Robotic foundation models pre-trained on human demonstration videos have shown promise, but a significant embodiment gap remains when the resulting policies are deployed on real robots. A common remedy is to fine-tune these models on robot-specific demonstrations. However, robot data collection can be prohibitively expensive and time-consuming, which is particularly acute in dexterous manipulation, e.g., teleoperating a multi-fingered hand for even a single atomic task can take days. To address this, we introduce Dexterous Point Policy, a framework that learns dexterous manipulation policies directly from human videos and requires no robot demonstrations. Our core insight is that a unified 3D keypoint representation can bridge human and robot embodiments when used for both observations and actions. Specifically, we extract 3D keypoints of task-relevant objects and human hands from raw videos, and train an autoregressive transformer over these keypoints.

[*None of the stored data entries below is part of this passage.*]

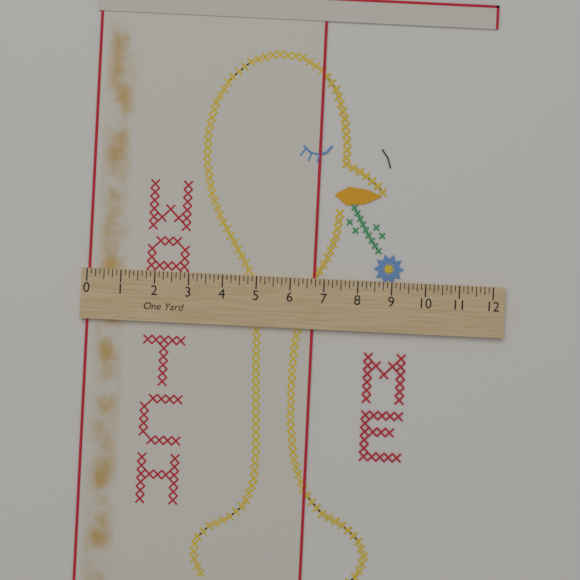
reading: 6.750 in
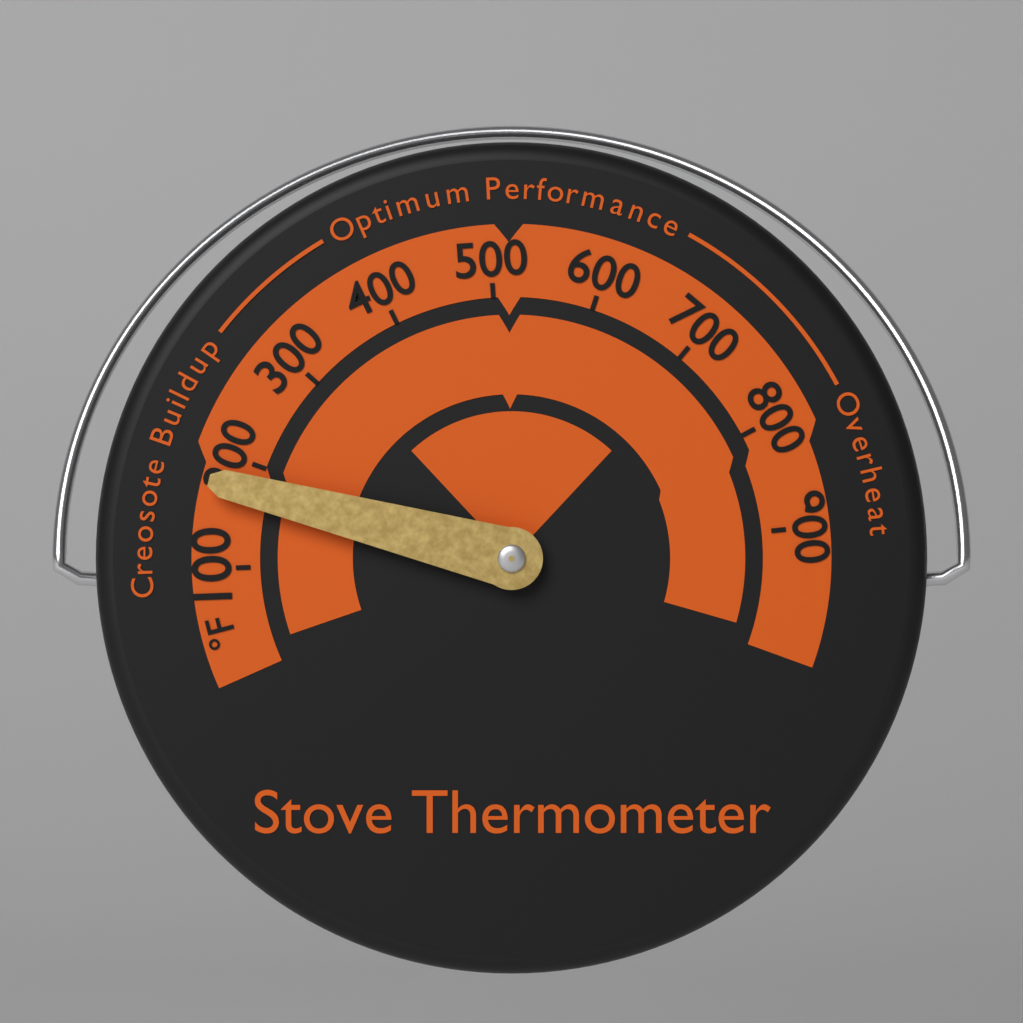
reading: 175 °F
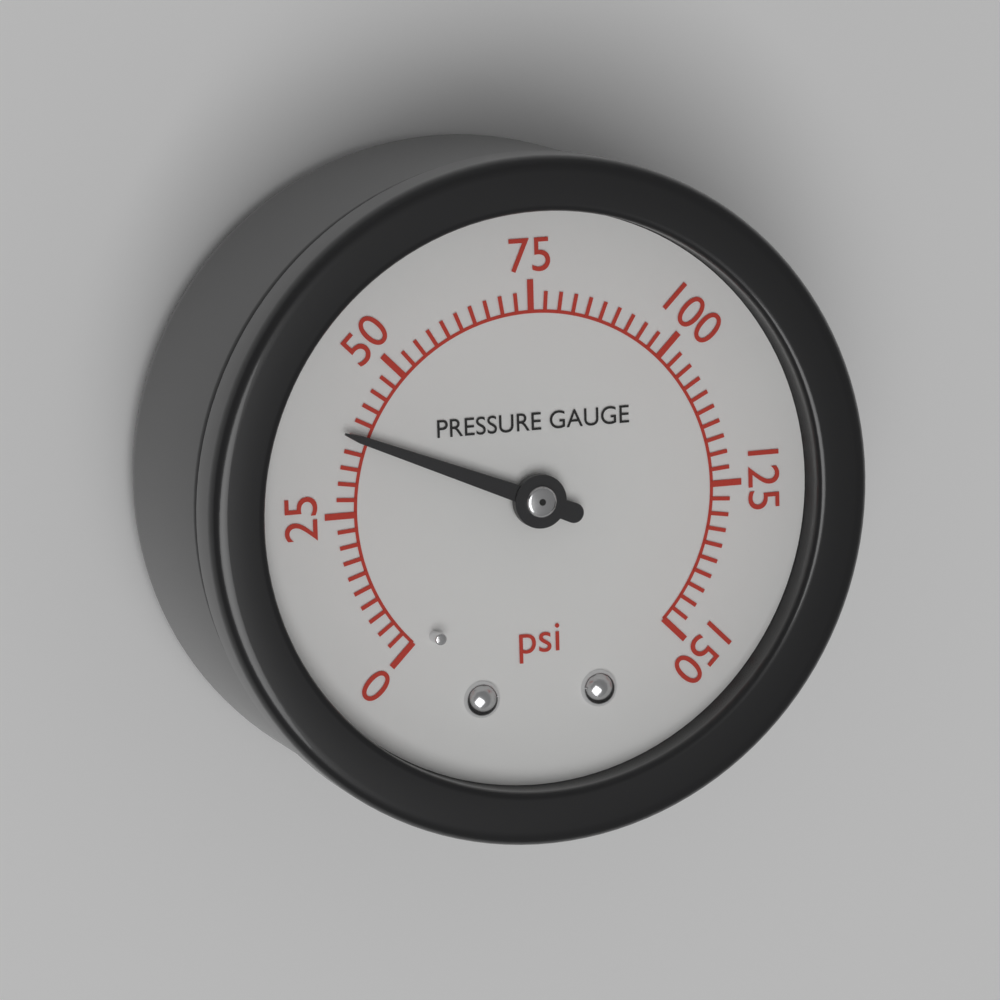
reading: 37.5 psi
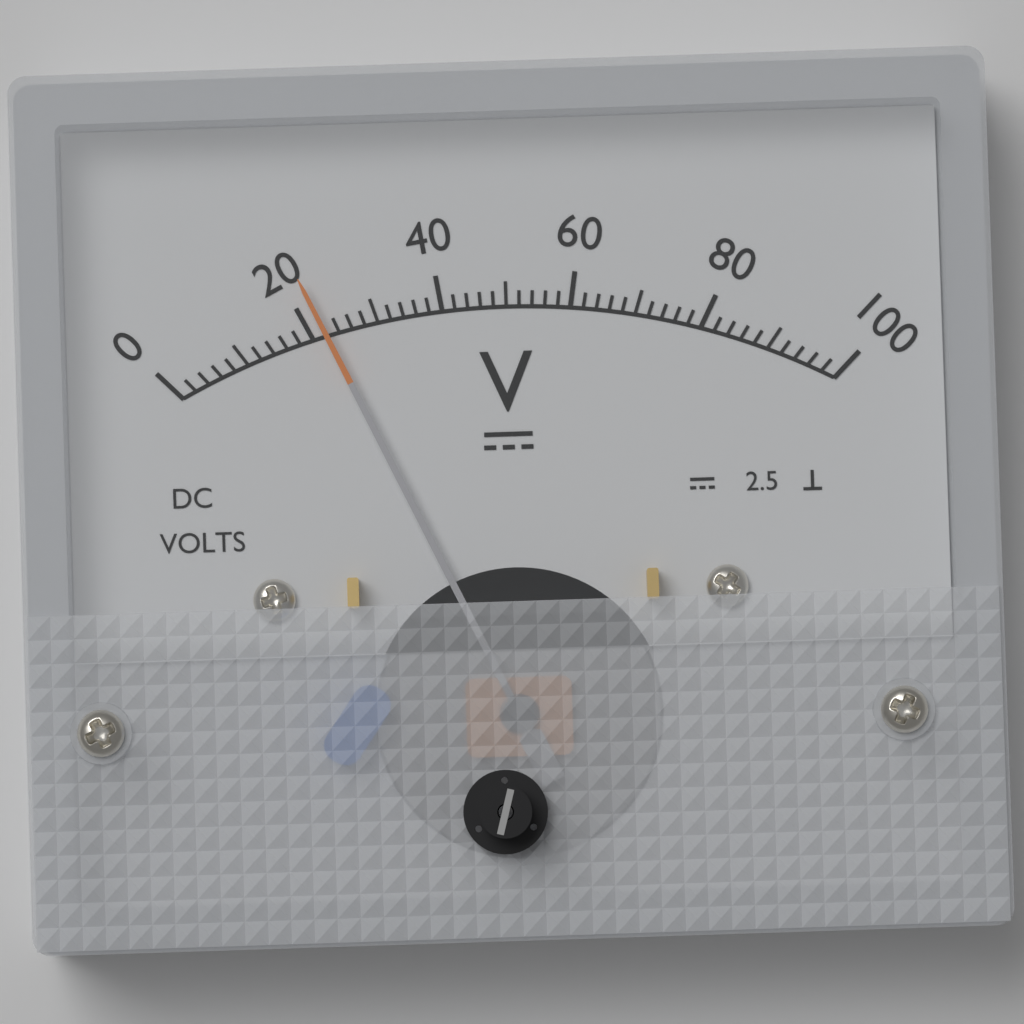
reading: 22 V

We observe that at the keypoint level, specifically the wrist and fingertips, human and robot behaviors closely align, enabling direct policy transfer. On a suite of real-robot tasks spanning pick-and-place and tool use, Dexterous Point Policy attains 75.0% success, whereas a state-of-the-art VLA baseline reaches only 1.0%. Furthermore, our method generalizes strongly to unseen scenarios, including multi-object environments and novel object categories.